SPS Webinar: PANNs: Large-Scale Pretrained Audio Neural Networks for Audio Pattern Recognition

Date: 29 February 2024
Time: 8:00 AM ET (New York Time)
Presenter(s): Dr. Qiuqiang Kong

Original article: Download Open Access article
The original article will be made freely available for download on the day of the webinar for 48 hours.

Abstract

Audio pattern recognition is an important research topic in the machine learning area, and includes several tasks such as audio tagging, acoustic scene classification, music classification, speech emotion classification and sound event detection. In this webinar, the presenter will introduce pretrained audio neural networks (PANNs) trained on the large-scale AudioSet dataset. These PANNs are transferred to other audio related tasks. The presenter will investigate the performance and computational complexity of PANNs modeled by a variety of convolutional neural networks and propose an architecture called Wavegram-Logmel-CNN using both log-mel spectrogram and waveform as input feature. Their best PANN system achieves a state-of-the-art mean average precision (mAP) of 0.439 on AudioSet tagging, outperforming the best previous system of 0.392. They transfer PANNs to six audio pattern recognition tasks, and demonstrate state-of-the-art performance in several of those tasks.

Biography

Qiuqiang Kong received the Ph.D. degree from the University of Surrey, Guildford, UK, in 2019. Following his Ph.D., he joined ByteDance as a research scientist.

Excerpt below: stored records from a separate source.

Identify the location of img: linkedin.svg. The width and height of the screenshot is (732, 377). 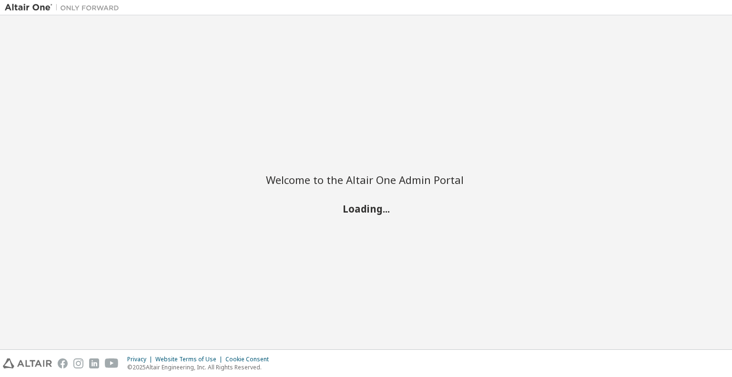
(94, 363). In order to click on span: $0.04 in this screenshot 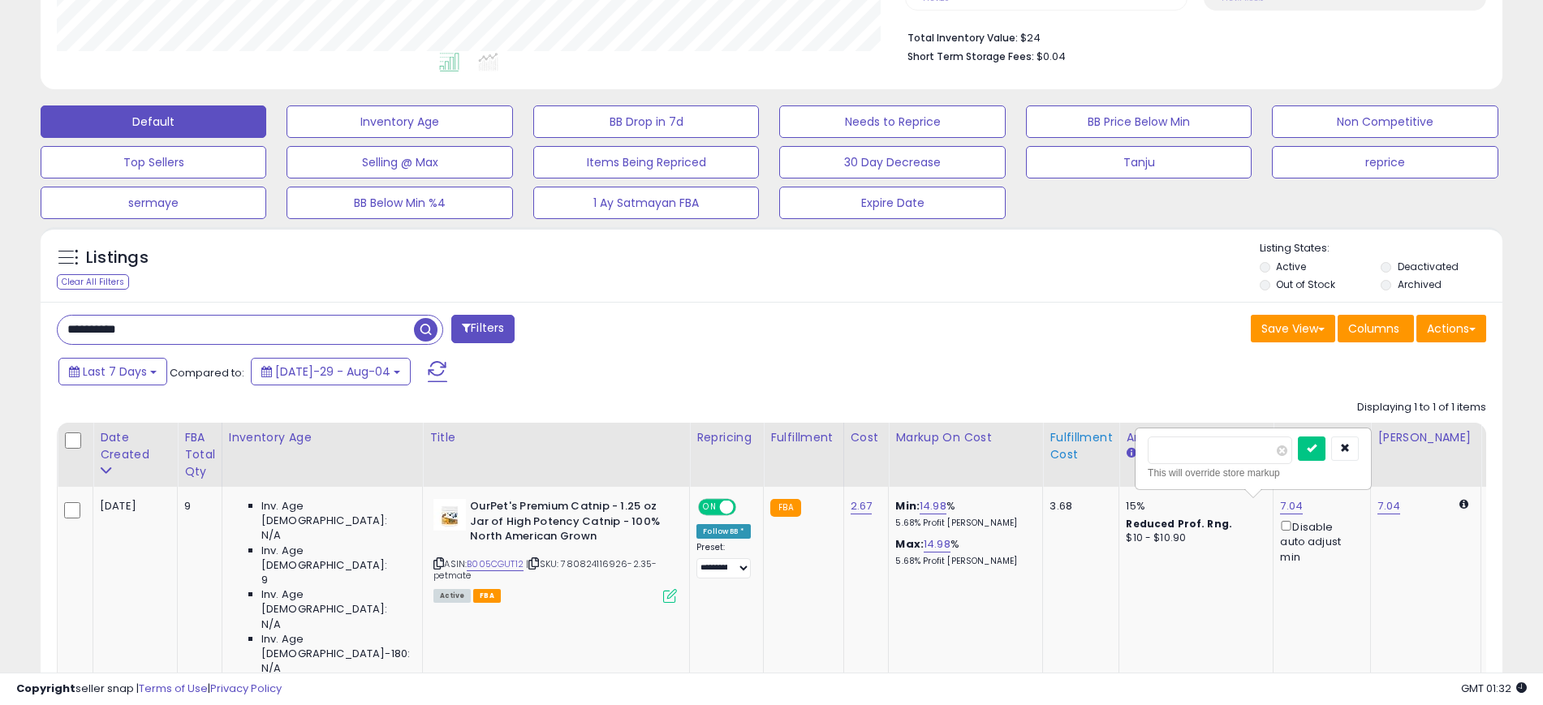, I will do `click(1051, 56)`.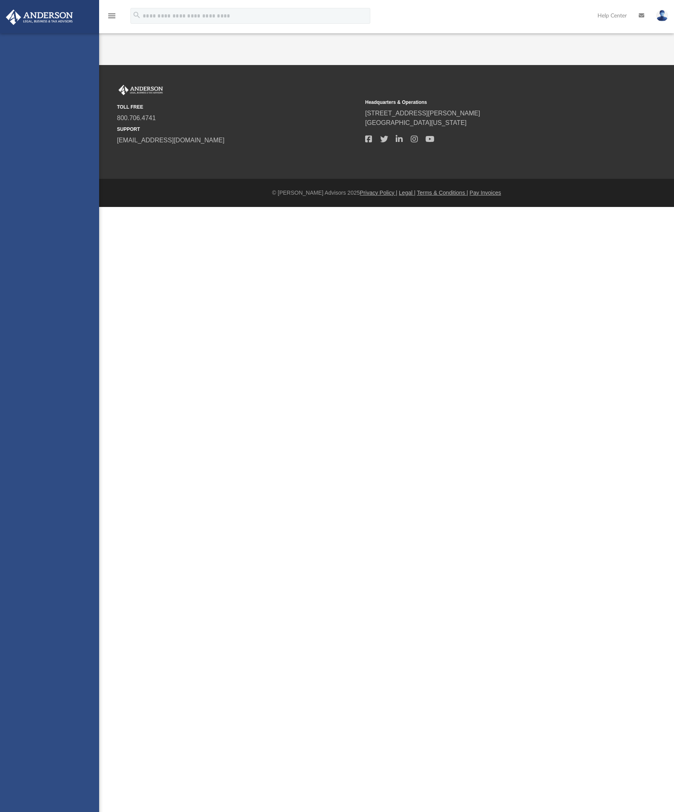  I want to click on small: TOLL FREE, so click(238, 107).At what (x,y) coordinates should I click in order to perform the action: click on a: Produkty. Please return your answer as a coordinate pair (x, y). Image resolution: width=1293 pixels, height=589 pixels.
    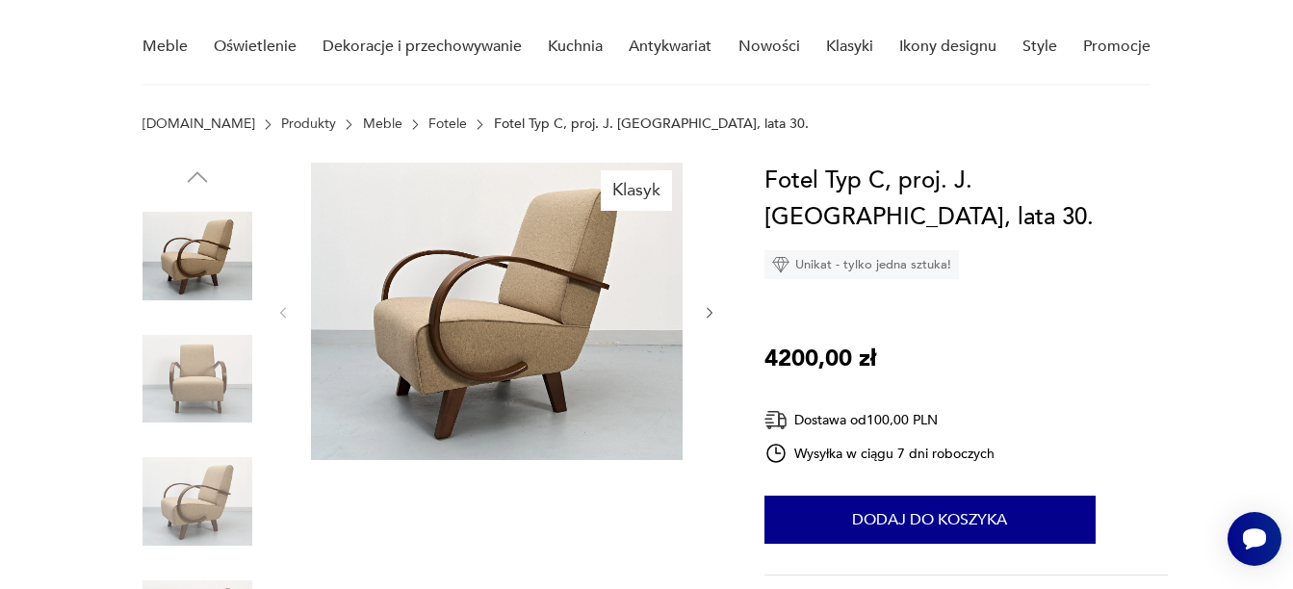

He is currently an assistant professor at the EE department of the Chinese University of Hong Kong. His research topic includes the classification, detection, separation, and generation of general sounds and music.

Dr. Kong was the top 2% scientist in 2021 in “Updated science-wide author databases of standardized citation indicators. He was known for developing pretrained audio neural networks (PANNs) for audio tagging and was awarded the IEEE SPS Young Author Best Paper in 2023. He won the detection and classification of acoustic scenes and events (DCASE) challenge in 2017. He was known for transcribing the largest piano MIDI dataset GiantMIDI-Piano in the world. He has co-authored over 50 papers in journals and conferences, including IEEE/ACM Transactions on Audio, Speech, and Language Processing (TASLP), ICASSP, INTERSPEECH, IJCAI, DCASE, EUSIPCO, LVA-ICA. He has been cited 3156 times, with an H-index of 28 till Sep. 2023. He was a frequent reviewer for world well known journals and conferences, including TASLP, TMM, SPL, TKDD, JASM, EURASIP, Neurocomputing, Neural Networks, ISMIR, CSMT. He assisted with organizing the LVA-ICA 2018 in Guildford, UK and the DCASE 2018 Workshop in Woking, UK. He is serving as a co-editor for the Frontiers in Signal Processing journal.